I absolutely needed to write classes to build the piece I’m working on now! Beyond that its just a joy when developer-me succeeds in providing user-me a pleasant interface! I spent a couple years using vanilla SC before venturing into writing my own classes, and it took a couple years of that before the system became (somewhat!) productive. I have my classes and pieces all in a giant git repo so if I change the classes one day and break old pieces it should be straightforward to wind things back (famous last words!).
Here ~a does not equal ~b because by the time the server has synced the current executing file has changed.
Now this just flat out doesn’t work with executeFile, which I think is better than sometimes working and sometimes not (just spent half an hour trying to fix this).
Yesterday I had said that nowExecutingPath might not be set in context of a thread. AFAICS that’s not true – whenever a thread is awakened, the thread’s executingPath populates nowExecutingPath, and when it yields, nowExecutingPath should be reverted.
The problem here is that load-ing a different file within a thread needs to update the thread’s executingPath, but it doesn’t. (I have a bit of a hacky fix, but it’s probably not a good one… will log it shortly.)
This probably explains the sync problem that you ran into.
I suppose that I can apologize for being unaware of that bug. However, I get a slight feeling that some of the energy in that post is going toward proving me wrong, where a better focus would be solving the problem… just noting it, I won’t go further into that.
The infrastructure is there for a thread to remember where it’s executing. It’s just not consistently updated, which IMO is not realizing the spec properly.
TBH here… in my live setup file, I have var path = thisProcess.nowExecutingPath and then I use path throughout. That was a while ago. I don’t remember if I had tried using thisProcess.nowExecutingPath, and it broke, and then I tried to work around it – or maybe I just assumed “this isn’t going to work in a thread” and preemptively worked around it.
(Now, the path infrastructure doesn’t exist for functions – so, scheduled functions don’t have any awareness of the path in which they were defined.
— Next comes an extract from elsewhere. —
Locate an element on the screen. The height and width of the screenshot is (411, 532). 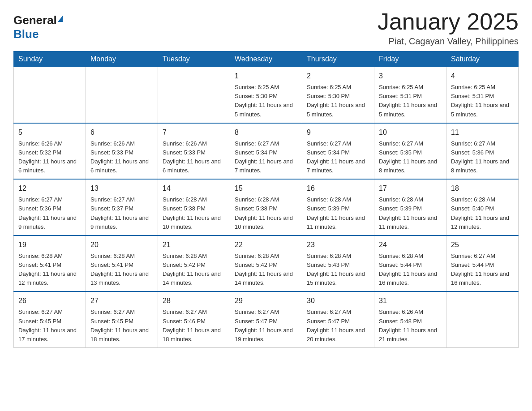
calendar-cell: 19Sunrise: 6:28 AM Sunset: 5:41 PM Dayli… is located at coordinates (50, 264).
I don’t think this is a big problem because standalone functions don’t persist their status in the way that routines do, and if you really need it, the workaround isn’t difficult.)
Good article. Taking inspiration from cool pieces of hardware is great, as it helps you to think about problems in a general way.
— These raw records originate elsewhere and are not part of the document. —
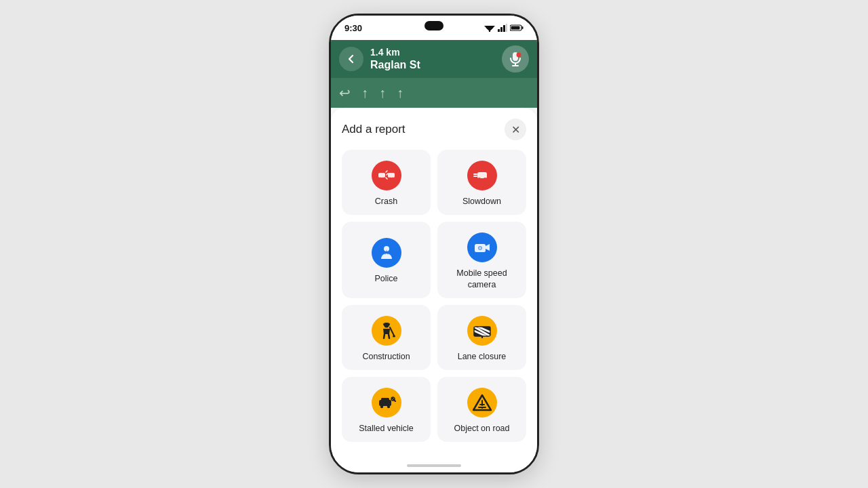 The image size is (868, 488). Describe the element at coordinates (504, 28) in the screenshot. I see `status-icons` at that location.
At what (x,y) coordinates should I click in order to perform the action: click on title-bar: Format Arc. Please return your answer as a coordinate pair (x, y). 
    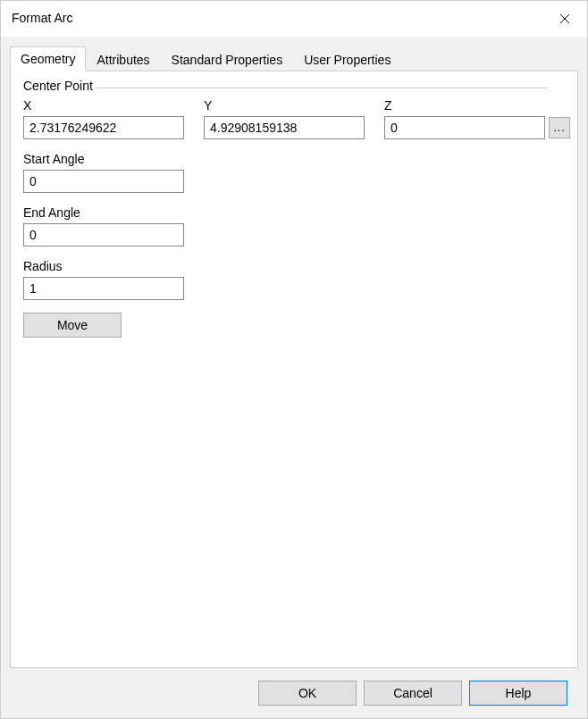
    Looking at the image, I should click on (294, 19).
I got pretty overwhelmed when starting out with SuperCollider and I was not new to programming or synthesis or music production.
So my tip is more for casual self-learners, that just want to hack something together to make sick tunez after work, rather than the lucky few that get to invest much more time.
My tip is (especially if you feel overwhelmed): you don’t have to go ‘all in’ on Supercollider, when starting out.
Instead of synthesis exclusively in SuperCollider, you could record VSTs and explore triggering samples from within SuperCollider
Just explore midi sequencing and CC
If understanding Groups and Busses is not quite sticking yet, consider just routing out to a DAW (or quarks as mentioned above).
There are many other ideas for using Supercollider in a limited way. The point is not to sweep difficult concepts under the rug, but to try and learn them incrementally while still getting your hands dirty writing code and enjoying the new capability. As ideas get more ambitious, there’s more motivation to take on the trickier concepts.
For programmers: one thing I did was cherry pick problems from coding sites like code wars or exercism and solve them in sclang. That was a fun way to explore the language and get a feel for it. Instead of just wishing it had feature x from lang y.
You mentioned Synth secrets, which I quite like. There’s also this old nord modular book - you’re probably aware of it, though I’m not sure if it’s a good addition to your article.